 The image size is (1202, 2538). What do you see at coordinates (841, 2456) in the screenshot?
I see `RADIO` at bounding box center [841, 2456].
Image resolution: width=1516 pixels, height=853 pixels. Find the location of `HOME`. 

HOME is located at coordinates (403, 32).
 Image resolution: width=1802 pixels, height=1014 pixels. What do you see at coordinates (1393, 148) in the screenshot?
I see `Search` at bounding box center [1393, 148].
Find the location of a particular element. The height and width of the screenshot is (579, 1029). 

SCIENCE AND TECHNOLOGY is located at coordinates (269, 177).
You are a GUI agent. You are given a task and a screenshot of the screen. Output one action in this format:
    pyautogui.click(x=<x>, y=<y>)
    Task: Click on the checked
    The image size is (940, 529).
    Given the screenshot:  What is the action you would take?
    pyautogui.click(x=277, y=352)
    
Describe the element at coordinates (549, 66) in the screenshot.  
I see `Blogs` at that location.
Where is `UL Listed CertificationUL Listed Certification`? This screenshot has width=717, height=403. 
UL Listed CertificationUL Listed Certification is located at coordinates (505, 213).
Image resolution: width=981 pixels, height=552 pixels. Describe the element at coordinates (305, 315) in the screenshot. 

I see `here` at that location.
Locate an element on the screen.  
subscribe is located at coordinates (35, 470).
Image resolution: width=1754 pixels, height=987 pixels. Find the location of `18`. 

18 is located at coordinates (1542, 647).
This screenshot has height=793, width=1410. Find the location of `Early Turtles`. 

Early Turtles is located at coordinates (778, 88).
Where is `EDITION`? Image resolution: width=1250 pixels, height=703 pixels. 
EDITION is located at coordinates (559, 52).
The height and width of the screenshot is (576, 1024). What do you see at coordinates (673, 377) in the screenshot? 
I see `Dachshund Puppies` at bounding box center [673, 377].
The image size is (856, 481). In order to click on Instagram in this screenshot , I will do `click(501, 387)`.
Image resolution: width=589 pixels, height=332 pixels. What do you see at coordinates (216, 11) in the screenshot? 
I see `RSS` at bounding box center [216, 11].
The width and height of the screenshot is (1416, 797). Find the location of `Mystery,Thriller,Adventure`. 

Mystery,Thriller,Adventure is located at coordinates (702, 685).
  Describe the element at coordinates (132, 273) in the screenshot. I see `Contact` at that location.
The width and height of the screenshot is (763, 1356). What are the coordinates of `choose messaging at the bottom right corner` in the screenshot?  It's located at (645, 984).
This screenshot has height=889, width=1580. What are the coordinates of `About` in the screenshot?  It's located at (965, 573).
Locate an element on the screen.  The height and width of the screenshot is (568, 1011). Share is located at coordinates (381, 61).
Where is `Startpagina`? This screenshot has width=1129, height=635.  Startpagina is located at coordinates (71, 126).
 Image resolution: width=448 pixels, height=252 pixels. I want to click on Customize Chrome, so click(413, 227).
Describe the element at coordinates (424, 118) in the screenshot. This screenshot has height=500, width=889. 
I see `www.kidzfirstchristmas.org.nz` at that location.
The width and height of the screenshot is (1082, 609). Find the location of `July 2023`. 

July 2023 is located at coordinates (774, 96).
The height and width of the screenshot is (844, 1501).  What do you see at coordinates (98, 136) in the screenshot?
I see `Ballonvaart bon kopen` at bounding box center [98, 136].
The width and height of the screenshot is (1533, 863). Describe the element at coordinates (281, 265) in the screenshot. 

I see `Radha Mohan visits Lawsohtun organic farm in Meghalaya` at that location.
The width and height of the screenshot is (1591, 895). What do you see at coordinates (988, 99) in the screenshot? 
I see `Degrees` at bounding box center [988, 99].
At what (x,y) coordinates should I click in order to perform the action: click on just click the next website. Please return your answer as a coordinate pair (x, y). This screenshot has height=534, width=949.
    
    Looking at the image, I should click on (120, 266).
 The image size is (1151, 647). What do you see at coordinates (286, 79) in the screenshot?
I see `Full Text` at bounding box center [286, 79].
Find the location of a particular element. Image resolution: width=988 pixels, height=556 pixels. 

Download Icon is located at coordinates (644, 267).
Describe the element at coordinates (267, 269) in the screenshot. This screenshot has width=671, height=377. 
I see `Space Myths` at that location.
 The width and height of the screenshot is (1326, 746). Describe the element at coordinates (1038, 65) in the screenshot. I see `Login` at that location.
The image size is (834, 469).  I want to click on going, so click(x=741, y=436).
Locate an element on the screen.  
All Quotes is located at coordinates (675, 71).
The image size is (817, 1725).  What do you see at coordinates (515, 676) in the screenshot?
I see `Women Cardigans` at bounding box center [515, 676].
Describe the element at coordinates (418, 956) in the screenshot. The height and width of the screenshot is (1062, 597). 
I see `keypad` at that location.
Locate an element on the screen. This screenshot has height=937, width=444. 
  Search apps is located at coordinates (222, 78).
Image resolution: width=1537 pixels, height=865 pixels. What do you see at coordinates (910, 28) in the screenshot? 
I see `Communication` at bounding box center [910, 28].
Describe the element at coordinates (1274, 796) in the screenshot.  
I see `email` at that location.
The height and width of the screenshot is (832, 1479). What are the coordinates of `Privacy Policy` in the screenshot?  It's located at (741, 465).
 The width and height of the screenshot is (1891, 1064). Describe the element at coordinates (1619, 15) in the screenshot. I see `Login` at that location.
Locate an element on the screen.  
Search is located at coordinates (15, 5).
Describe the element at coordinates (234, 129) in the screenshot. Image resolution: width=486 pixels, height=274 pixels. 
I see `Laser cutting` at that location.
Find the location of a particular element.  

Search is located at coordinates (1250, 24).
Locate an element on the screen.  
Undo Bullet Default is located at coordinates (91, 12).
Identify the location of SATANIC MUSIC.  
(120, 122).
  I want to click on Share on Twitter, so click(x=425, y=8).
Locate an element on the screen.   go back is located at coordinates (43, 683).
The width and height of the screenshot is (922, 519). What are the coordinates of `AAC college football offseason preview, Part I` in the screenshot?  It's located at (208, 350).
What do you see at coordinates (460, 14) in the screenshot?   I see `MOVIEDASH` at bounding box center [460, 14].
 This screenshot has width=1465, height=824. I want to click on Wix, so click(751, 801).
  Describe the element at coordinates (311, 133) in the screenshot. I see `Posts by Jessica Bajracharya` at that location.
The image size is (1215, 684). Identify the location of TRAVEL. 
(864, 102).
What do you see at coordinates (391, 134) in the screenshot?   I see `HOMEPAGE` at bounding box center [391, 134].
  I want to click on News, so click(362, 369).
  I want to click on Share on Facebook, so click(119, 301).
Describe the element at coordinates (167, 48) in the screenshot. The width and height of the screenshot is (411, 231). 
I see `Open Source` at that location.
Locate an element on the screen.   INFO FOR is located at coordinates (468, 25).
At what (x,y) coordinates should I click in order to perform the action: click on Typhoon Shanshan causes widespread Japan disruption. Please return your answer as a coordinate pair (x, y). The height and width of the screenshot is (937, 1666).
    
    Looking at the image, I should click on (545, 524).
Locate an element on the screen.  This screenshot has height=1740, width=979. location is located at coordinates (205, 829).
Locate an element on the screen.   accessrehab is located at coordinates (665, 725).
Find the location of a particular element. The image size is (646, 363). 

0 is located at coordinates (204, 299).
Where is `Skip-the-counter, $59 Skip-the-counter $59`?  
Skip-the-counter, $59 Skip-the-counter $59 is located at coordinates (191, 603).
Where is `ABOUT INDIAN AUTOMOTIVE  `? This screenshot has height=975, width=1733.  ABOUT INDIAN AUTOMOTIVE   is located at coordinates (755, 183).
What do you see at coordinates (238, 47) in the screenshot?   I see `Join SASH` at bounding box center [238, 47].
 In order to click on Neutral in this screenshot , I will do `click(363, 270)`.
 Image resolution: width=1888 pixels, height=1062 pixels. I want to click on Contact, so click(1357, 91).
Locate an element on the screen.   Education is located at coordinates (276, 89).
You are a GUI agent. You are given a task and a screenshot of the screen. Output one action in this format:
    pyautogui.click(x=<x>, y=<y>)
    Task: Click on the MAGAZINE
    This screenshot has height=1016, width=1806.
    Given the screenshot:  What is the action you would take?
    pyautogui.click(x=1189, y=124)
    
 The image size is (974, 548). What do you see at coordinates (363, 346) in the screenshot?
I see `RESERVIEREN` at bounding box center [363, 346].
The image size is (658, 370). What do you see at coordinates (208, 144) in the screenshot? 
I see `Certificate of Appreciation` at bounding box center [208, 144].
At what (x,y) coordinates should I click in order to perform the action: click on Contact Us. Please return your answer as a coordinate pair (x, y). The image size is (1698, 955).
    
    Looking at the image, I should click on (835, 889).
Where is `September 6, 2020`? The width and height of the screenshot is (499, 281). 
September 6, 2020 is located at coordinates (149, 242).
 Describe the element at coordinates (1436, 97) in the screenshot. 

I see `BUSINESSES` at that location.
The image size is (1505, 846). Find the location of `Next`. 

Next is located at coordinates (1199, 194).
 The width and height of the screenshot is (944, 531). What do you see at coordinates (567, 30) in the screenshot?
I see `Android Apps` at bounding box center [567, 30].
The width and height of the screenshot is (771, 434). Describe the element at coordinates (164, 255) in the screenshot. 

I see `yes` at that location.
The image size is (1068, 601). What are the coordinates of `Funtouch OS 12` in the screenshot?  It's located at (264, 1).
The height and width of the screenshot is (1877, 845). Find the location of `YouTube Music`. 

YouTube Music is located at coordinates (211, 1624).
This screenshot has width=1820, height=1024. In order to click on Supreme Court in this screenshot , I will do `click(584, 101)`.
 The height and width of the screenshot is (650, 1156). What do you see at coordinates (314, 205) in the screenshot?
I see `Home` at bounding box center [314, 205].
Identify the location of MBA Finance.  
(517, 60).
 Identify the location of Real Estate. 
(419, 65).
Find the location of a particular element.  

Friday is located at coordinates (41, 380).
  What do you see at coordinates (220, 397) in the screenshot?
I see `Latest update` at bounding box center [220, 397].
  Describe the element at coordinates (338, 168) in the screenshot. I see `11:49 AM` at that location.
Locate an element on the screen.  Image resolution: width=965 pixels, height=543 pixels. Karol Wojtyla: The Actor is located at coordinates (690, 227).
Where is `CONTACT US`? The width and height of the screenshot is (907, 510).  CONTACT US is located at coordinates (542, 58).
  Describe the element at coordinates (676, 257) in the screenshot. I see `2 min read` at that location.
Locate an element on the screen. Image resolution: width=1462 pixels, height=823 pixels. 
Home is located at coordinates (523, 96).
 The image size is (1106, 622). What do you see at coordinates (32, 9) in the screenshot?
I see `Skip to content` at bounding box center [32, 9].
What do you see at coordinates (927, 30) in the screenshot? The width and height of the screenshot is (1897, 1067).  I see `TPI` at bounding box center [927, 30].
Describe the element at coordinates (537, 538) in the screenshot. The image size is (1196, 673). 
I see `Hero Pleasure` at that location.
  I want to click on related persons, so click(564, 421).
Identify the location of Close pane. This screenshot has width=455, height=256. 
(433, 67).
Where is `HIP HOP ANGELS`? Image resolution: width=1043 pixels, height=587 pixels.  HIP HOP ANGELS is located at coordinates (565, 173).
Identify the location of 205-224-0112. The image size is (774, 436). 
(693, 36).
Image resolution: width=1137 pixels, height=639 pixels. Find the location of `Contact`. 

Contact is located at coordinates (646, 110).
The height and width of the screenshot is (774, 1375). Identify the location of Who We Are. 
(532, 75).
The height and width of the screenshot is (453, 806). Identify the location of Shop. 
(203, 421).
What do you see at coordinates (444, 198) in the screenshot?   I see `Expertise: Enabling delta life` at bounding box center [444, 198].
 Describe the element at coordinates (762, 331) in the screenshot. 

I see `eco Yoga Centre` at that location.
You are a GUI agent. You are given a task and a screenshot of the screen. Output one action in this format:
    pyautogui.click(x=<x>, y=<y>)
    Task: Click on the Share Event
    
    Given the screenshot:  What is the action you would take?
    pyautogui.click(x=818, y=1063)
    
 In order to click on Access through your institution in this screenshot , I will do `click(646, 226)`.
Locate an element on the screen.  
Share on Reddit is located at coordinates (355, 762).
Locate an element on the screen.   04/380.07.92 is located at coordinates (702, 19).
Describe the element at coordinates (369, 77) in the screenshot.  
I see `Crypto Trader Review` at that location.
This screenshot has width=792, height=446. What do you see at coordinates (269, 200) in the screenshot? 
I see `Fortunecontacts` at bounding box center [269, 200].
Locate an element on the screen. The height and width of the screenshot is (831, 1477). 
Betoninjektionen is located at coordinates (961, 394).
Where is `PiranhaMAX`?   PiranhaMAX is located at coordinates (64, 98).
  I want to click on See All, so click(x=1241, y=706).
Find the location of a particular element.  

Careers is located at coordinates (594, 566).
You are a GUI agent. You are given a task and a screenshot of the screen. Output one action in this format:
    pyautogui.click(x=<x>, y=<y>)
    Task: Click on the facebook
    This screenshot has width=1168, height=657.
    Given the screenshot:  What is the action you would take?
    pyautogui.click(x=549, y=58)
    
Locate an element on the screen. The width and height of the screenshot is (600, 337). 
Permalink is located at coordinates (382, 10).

■ ■ ■ ■ ■ ■ ■

• **TASK BRIEF**
From the line that contains "Describe the element at coordinates (369, 77)" down to the last line of the material above, copy every line word for word, both ends included.

• **SOLUTION TO THE PROBLEM**
Describe the element at coordinates (369, 77) in the screenshot.  
I see `Crypto Trader Review` at that location.
This screenshot has width=792, height=446. What do you see at coordinates (269, 200) in the screenshot? 
I see `Fortunecontacts` at bounding box center [269, 200].
Locate an element on the screen. The height and width of the screenshot is (831, 1477). 
Betoninjektionen is located at coordinates (961, 394).
Where is `PiranhaMAX`?   PiranhaMAX is located at coordinates (64, 98).
  I want to click on See All, so click(x=1241, y=706).
Find the location of a particular element.  

Careers is located at coordinates (594, 566).
You are a GUI agent. You are given a task and a screenshot of the screen. Output one action in this format:
    pyautogui.click(x=<x>, y=<y>)
    Task: Click on the facebook
    This screenshot has width=1168, height=657.
    Given the screenshot:  What is the action you would take?
    pyautogui.click(x=549, y=58)
    
Locate an element on the screen. The width and height of the screenshot is (600, 337). 
Permalink is located at coordinates (382, 10).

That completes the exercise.